Your array is too huge to fit in the physical RAM on both systems:
110000 * 80000 * 3 * 8 / 1024 / 1024 / 1024 = 196.[69] GB
However it depends on your system how it deals with the memory-request and how it "stores" the memory. For example the system could simply "reserve" memory for your process but postpones the actual allocation until the memory is read/modified. And even if the memory is allocated the memory can be compressed (as noted in the comments, thanks @Martijn Pieters) and having lots of zeros can be compressed really well - however as soon as you modify the memory the compression will become less efficient and more "real memory" is used.
That means it's up to the system when it fails (both will eventually fail if you actually do something with the array). Windows in your case chooses to fail immediately when you request more physical memory than you have. On Mac it seems like you have to modify "enough" values (see also this answer on "Why a 352GB NumPy ndarray can be used on a 8GB memory macOS computer?") until it fails.
import numpy as np
arr = np.zeros((110000,80000,3)) # MemoryError on Windows
arr += 10 # MemoryError on Mac
You could use for example psutil
to check the amount of memory used (physical and virtual):
import psutil
print(psutil.virtual_memory())
# svmem(total=4170924032, available=1666629632, percent=60.0, used=2504294400, free=1666629632)
arr = np.zeros((10000, 10000))
print(psutil.virtual_memory())
# svmem(total=4170924032, available=1664675840, percent=60.1, used=2506248192, free=1664675840)
arr += 10
print(psutil.virtual_memory())
# svmem(total=4170924032, available=864059392, percent=79.3, used=3306864640, free=864059392)
So even on Windows the np.zeros
doesn't immediately "use" the physical memory until it is needed.
How could I deal with this problem ?
The easiest (but probably most costly) option would be to buy (a lot) more RAM. But you could also try to "chunk" the processing with chunk sizes that fit into your physical memory. Ultimately the best solution would be to rethink your approach/algorithm so you don't need that much memory.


Keep every word the same. Repeat the records without their images.
►
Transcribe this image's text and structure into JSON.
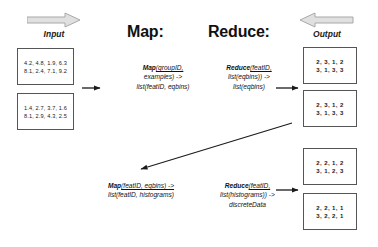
{
  "headers": {
    "input_label": "Input",
    "output_label": "Output",
    "map_heading": "Map:",
    "reduce_heading": "Reduce:"
  },
  "icons": {
    "input_arrow": "right-block-arrow-icon",
    "output_arrow": "left-block-arrow-icon"
  },
  "input_boxes": [
    {
      "line1": "4.2, 4.8, 1.9, 6.3",
      "line2": "8.1, 2.4, 7.1, 9.2"
    },
    {
      "line1": "1.4, 2.7, 3.7, 1.6",
      "line2": "8.1, 2.9, 4.3, 2.5"
    }
  ],
  "output_boxes": [
    {
      "line1": "2, 3, 1, 2",
      "line2": "3, 1, 3, 3"
    },
    {
      "line1": "2, 3, 1, 2",
      "line2": "3, 1, 3, 3"
    },
    {
      "line1": "2, 2, 1, 2",
      "line2": "3, 1, 2, 3"
    },
    {
      "line1": "2, 2, 1, 1",
      "line2": "3, 2, 2, 1"
    }
  ],
  "formulas": {
    "map_top": {
      "fn": "Map",
      "line1_args": "(groupID,",
      "line2": "examples) ->",
      "line3": "list(featID, eqbins)"
    },
    "reduce_top": {
      "fn": "Reduce",
      "line1_args": "(featID,",
      "line2": "list(eqbins)) ->",
      "line3": "list(eqbins)"
    },
    "map_bottom": {
      "fn": "Map",
      "line1_args": "(featID, eqbins) ->",
      "line2": "list(featID, histograms)"
    },
    "reduce_bottom": {
      "fn": "Reduce",
      "line1_args": "(featID,",
      "line2": "list(histograms)) ->",
      "line3": "discreteData"
    }
  },
  "colors": {
    "box_border": "#555555",
    "arrow_grey": "#b3b3b3",
    "arrow_black": "#1a1a1a",
    "text": "#111111"
  }
}
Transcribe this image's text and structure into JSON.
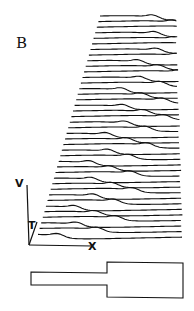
{
  "panel_label": "B",
  "axes": {
    "v_label": "V",
    "t_label": "T",
    "x_label": "X"
  },
  "chart_data": {
    "type": "line",
    "title": "",
    "n_traces": 40,
    "xlabel": "X",
    "ylabel": "V",
    "zlabel": "T",
    "geometry_schematic": "narrow cable joined to wider cable (step increase in diameter)"
  },
  "colors": {
    "ink": "#111111",
    "background": "#ffffff"
  }
}
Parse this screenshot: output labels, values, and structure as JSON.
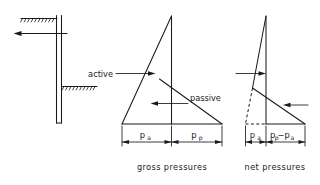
{
  "figure": {
    "title_left": "",
    "panels": [
      {
        "id": "wall-section",
        "caption": "",
        "elements": {
          "wall_label": "",
          "load_arrow": "leftward force arrow at top of wall"
        }
      },
      {
        "id": "gross-pressures",
        "caption": "gross  pressures",
        "labels": {
          "active": "active",
          "passive": "passive"
        },
        "dimensions": [
          {
            "base": "p",
            "sub": "a"
          },
          {
            "base": "p",
            "sub": "p"
          }
        ]
      },
      {
        "id": "net-pressures",
        "caption": "net  pressures",
        "labels": {
          "active": "",
          "passive": ""
        },
        "dimensions": [
          {
            "base": "p",
            "sub": "a"
          },
          {
            "base": "p",
            "sub": "p",
            "base2": "− p",
            "sub2": "a"
          }
        ]
      }
    ]
  },
  "text": {
    "active": "active",
    "passive": "passive",
    "gross_caption": "gross  pressures",
    "net_caption": "net  pressures",
    "pa_base": "p",
    "pa_sub": "a",
    "pp_base": "p",
    "pp_sub": "p",
    "net_right_base": "p",
    "net_right_sub": "p",
    "net_right_minus": "−p",
    "net_right_sub2": "a"
  },
  "colors": {
    "ink": "#1a1a1a",
    "background": "#ffffff"
  }
}
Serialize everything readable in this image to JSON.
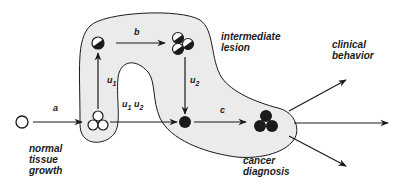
{
  "figure": {
    "colors": {
      "region_fill": "#ebebeb",
      "stroke": "#1a1a1a",
      "background": "#ffffff"
    },
    "stage_labels": {
      "normal": "normal\ntissue\ngrowth",
      "intermediate": "intermediate\nlesion",
      "clinical": "clinical\nbehavior",
      "cancer": "cancer\ndiagnosis"
    },
    "transitions": {
      "a": "a",
      "b": "b",
      "c": "c",
      "u1_label": "u",
      "u1_sub": "1",
      "u2_label": "u",
      "u2_sub": "2",
      "u1u2_u1": "u",
      "u1u2_sub1": "1",
      "u1u2_u2": "u",
      "u1u2_sub2": "2"
    },
    "nodes": [
      {
        "id": "normal-cell",
        "type": "open-circle"
      },
      {
        "id": "normal-cluster",
        "type": "three-open-circles"
      },
      {
        "id": "initiated-cell",
        "type": "half-filled-circle"
      },
      {
        "id": "intermediate-cluster",
        "type": "three-half-filled-circles"
      },
      {
        "id": "malignant-cell",
        "type": "filled-circle"
      },
      {
        "id": "cancer-cluster",
        "type": "three-filled-circles"
      }
    ],
    "outcome_arrows": 3
  }
}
◄
### ANSWER SPACE:
Transcribe this image's text and structure into JSON.
{
  "headers": {
    "input_label": "Input",
    "output_label": "Output",
    "map_heading": "Map:",
    "reduce_heading": "Reduce:"
  },
  "icons": {
    "input_arrow": "right-block-arrow-icon",
    "output_arrow": "left-block-arrow-icon"
  },
  "input_boxes": [
    {
      "line1": "4.2, 4.8, 1.9, 6.3",
      "line2": "8.1, 2.4, 7.1, 9.2"
    },
    {
      "line1": "1.4, 2.7, 3.7, 1.6",
      "line2": "8.1, 2.9, 4.3, 2.5"
    }
  ],
  "output_boxes": [
    {
      "line1": "2, 3, 1, 2",
      "line2": "3, 1, 3, 3"
    },
    {
      "line1": "2, 3, 1, 2",
      "line2": "3, 1, 3, 3"
    },
    {
      "line1": "2, 2, 1, 2",
      "line2": "3, 1, 2, 3"
    },
    {
      "line1": "2, 2, 1, 1",
      "line2": "3, 2, 2, 1"
    }
  ],
  "formulas": {
    "map_top": {
      "fn": "Map",
      "line1_args": "(groupID,",
      "line2": "examples) ->",
      "line3": "list(featID, eqbins)"
    },
    "reduce_top": {
      "fn": "Reduce",
      "line1_args": "(featID,",
      "line2": "list(eqbins)) ->",
      "line3": "list(eqbins)"
    },
    "map_bottom": {
      "fn": "Map",
      "line1_args": "(featID, eqbins) ->",
      "line2": "list(featID, histograms)"
    },
    "reduce_bottom": {
      "fn": "Reduce",
      "line1_args": "(featID,",
      "line2": "list(histograms)) ->",
      "line3": "discreteData"
    }
  },
  "colors": {
    "box_border": "#555555",
    "arrow_grey": "#b3b3b3",
    "arrow_black": "#1a1a1a",
    "text": "#111111"
  }
}
Transcribe this image's text and structure into JSON.
{
  "panel_label": "B",
  "axes": {
    "v_label": "V",
    "t_label": "T",
    "x_label": "X"
  },
  "chart_data": {
    "type": "line",
    "title": "",
    "n_traces": 40,
    "xlabel": "X",
    "ylabel": "V",
    "zlabel": "T",
    "geometry_schematic": "narrow cable joined to wider cable (step increase in diameter)"
  },
  "colors": {
    "ink": "#111111",
    "background": "#ffffff"
  }
}
Parse this screenshot: output labels, values, and structure as JSON.
{
  "figure": {
    "title_left": "",
    "panels": [
      {
        "id": "wall-section",
        "caption": "",
        "elements": {
          "wall_label": "",
          "load_arrow": "leftward force arrow at top of wall"
        }
      },
      {
        "id": "gross-pressures",
        "caption": "gross  pressures",
        "labels": {
          "active": "active",
          "passive": "passive"
        },
        "dimensions": [
          {
            "base": "p",
            "sub": "a"
          },
          {
            "base": "p",
            "sub": "p"
          }
        ]
      },
      {
        "id": "net-pressures",
        "caption": "net  pressures",
        "labels": {
          "active": "",
          "passive": ""
        },
        "dimensions": [
          {
            "base": "p",
            "sub": "a"
          },
          {
            "base": "p",
            "sub": "p",
            "base2": "− p",
            "sub2": "a"
          }
        ]
      }
    ]
  },
  "text": {
    "active": "active",
    "passive": "passive",
    "gross_caption": "gross  pressures",
    "net_caption": "net  pressures",
    "pa_base": "p",
    "pa_sub": "a",
    "pp_base": "p",
    "pp_sub": "p",
    "net_right_base": "p",
    "net_right_sub": "p",
    "net_right_minus": "−p",
    "net_right_sub2": "a"
  },
  "colors": {
    "ink": "#1a1a1a",
    "background": "#ffffff"
  }
}
Serialize everything readable in this image to JSON.
{
  "figure": {
    "colors": {
      "region_fill": "#ebebeb",
      "stroke": "#1a1a1a",
      "background": "#ffffff"
    },
    "stage_labels": {
      "normal": "normal\ntissue\ngrowth",
      "intermediate": "intermediate\nlesion",
      "clinical": "clinical\nbehavior",
      "cancer": "cancer\ndiagnosis"
    },
    "transitions": {
      "a": "a",
      "b": "b",
      "c": "c",
      "u1_label": "u",
      "u1_sub": "1",
      "u2_label": "u",
      "u2_sub": "2",
      "u1u2_u1": "u",
      "u1u2_sub1": "1",
      "u1u2_u2": "u",
      "u1u2_sub2": "2"
    },
    "nodes": [
      {
        "id": "normal-cell",
        "type": "open-circle"
      },
      {
        "id": "normal-cluster",
        "type": "three-open-circles"
      },
      {
        "id": "initiated-cell",
        "type": "half-filled-circle"
      },
      {
        "id": "intermediate-cluster",
        "type": "three-half-filled-circles"
      },
      {
        "id": "malignant-cell",
        "type": "filled-circle"
      },
      {
        "id": "cancer-cluster",
        "type": "three-filled-circles"
      }
    ],
    "outcome_arrows": 3
  }
}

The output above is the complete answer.